McKinsey Launches Free AI Tool for Interview Practice

Consulting firm McKinsey has introduced a free AI-powered practice tool to help job candidates prepare for quantitative case study interviews. The initiative aims to democratize interview preparation by offering an alternative to expensive, private interview coaches.
McKinsey Launches Free AI Tool for Interview Practice

McKinsey Launches Free AI Tool for Interview Practice McKinsey is reshaping how aspiring consultants prepare for its famously tough interviews, betting that a free AI tutor can undercut a booming industry of pricey private coaches.

Early concerns over costly coaching

In recent years, a niche market has emerged around helping candidates land jobs at top consulting firms, with courses and one-on-one coaching often costing from a few hundred dollars to more than $2,000, and some coaches charging up to $500 per hour. McKinsey recruiters say some services “overprepare” candidates, leaving them polished but less authentic in interviews.

April launch of the AI practice tool

In April, McKinsey rolled out a free AI-based practice tool for applicants to its entry-level business analyst and associate roles worldwide. The system lets candidates run unlimited quantitative case-study simulations that mirror the kind of hypothetical business scenarios they will encounter in real interviews. The firm says it is designed to “democratize” preparation by giving everyone the same starting point and full access to practice at no cost, rather than relying on external prep services.

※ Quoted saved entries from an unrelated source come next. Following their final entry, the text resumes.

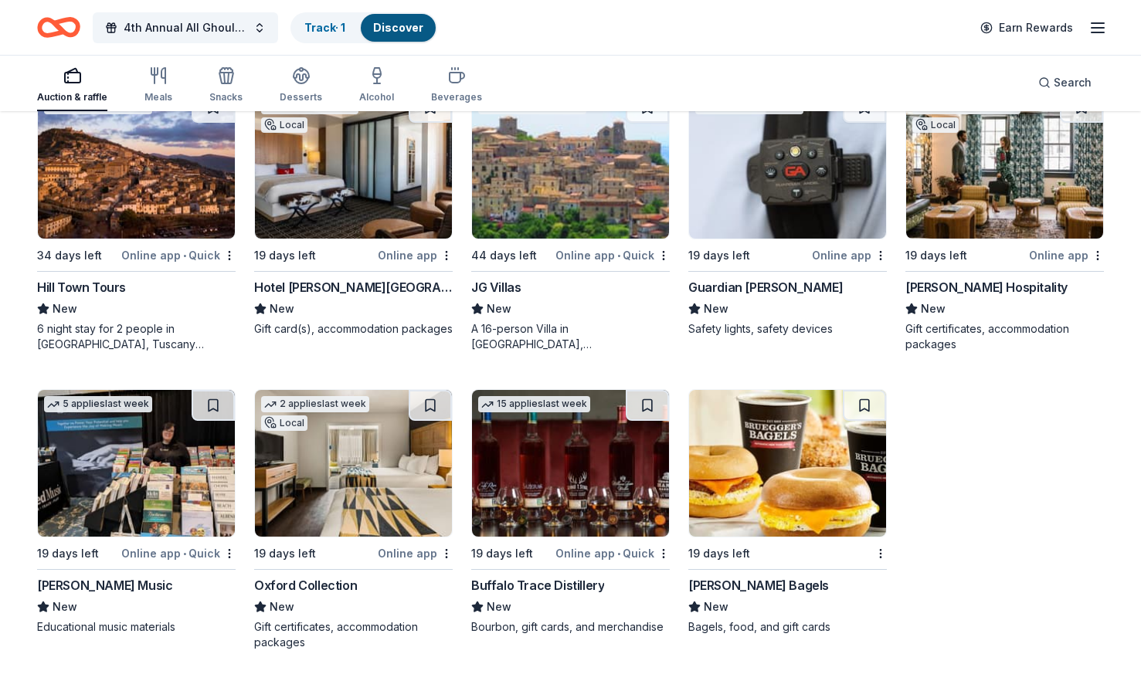 The width and height of the screenshot is (1141, 681). What do you see at coordinates (1064, 83) in the screenshot?
I see `button: Search` at bounding box center [1064, 83].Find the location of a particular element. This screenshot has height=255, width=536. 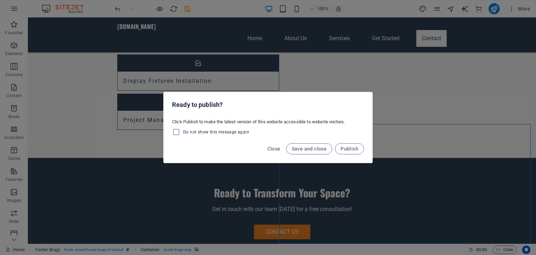

div: Click Publish to make the latest version of this website accessible to website visitors. is located at coordinates (268, 127).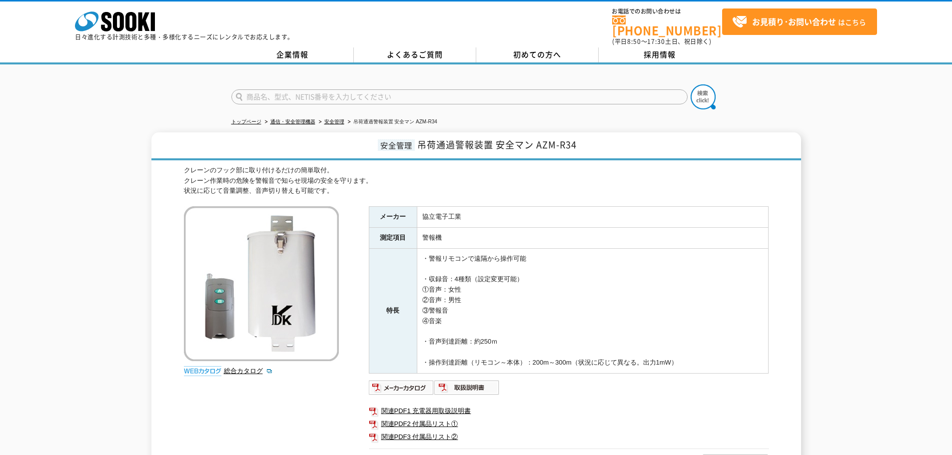 This screenshot has width=952, height=455. Describe the element at coordinates (476, 181) in the screenshot. I see `div: クレーンのフック部に取り付けるだけの簡単取付。 クレーン作業時の危険を警報音で知らせ現場の安全を守ります。 状況に応じて音量調整、音声切り替えも可能です。` at that location.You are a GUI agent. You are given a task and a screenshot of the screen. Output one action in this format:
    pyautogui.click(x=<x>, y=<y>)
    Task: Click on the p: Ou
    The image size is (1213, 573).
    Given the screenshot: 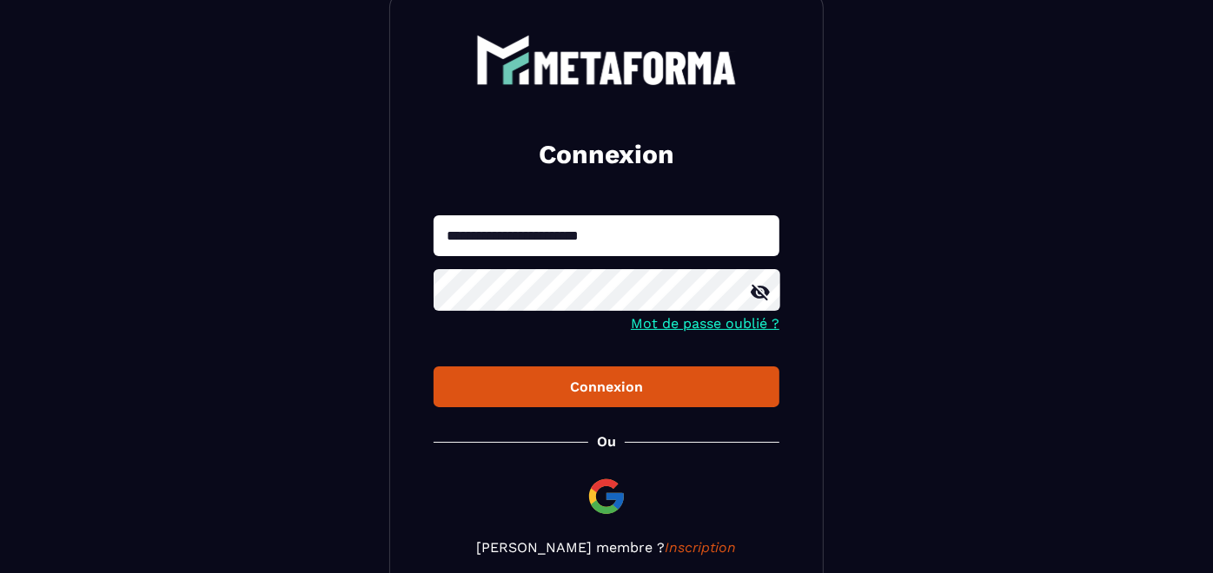 What is the action you would take?
    pyautogui.click(x=606, y=441)
     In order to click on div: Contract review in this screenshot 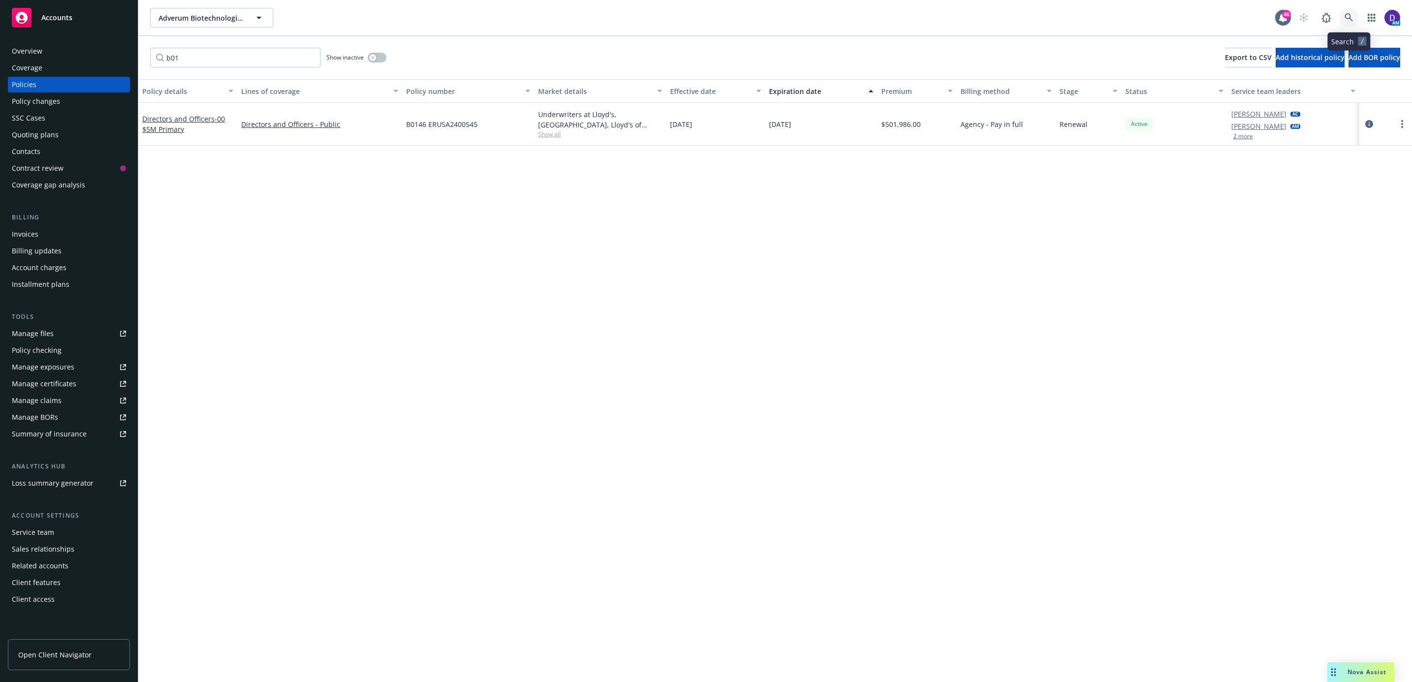, I will do `click(37, 168)`.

How it fits into McKinsey’s broader AI shift

The practice tool is part of a wider overhaul of McKinsey’s recruiting and day-to-day work around artificial intelligence. Internally, the firm has built an AI assistant called Lilli and now runs about 25,000 AI agents to support some 60,000 human employees, up from 3,000 agents just 18 months earlier.

Since January, McKinsey has also been piloting final-round interviews in which business-school candidates must use Lilli to analyze a case and refine their recommendations. Interviewers evaluate how applicants prompt the system, interpret its outputs, and apply them to specific client problems, focusing on curiosity and judgment rather than rote “prompt engineering.”

Competing views on access and pressure

McKinsey frames the new tool as a way to reduce inequality in preparation and discourage unnecessary spending on external coaches. At the same time, integrating AI so deeply into hiring raises the bar: candidates are now expected not only to master quantitative casework but also to work effectively with AI, reflecting a broader shift toward AI fluency as a baseline skill in top-tier consulting roles.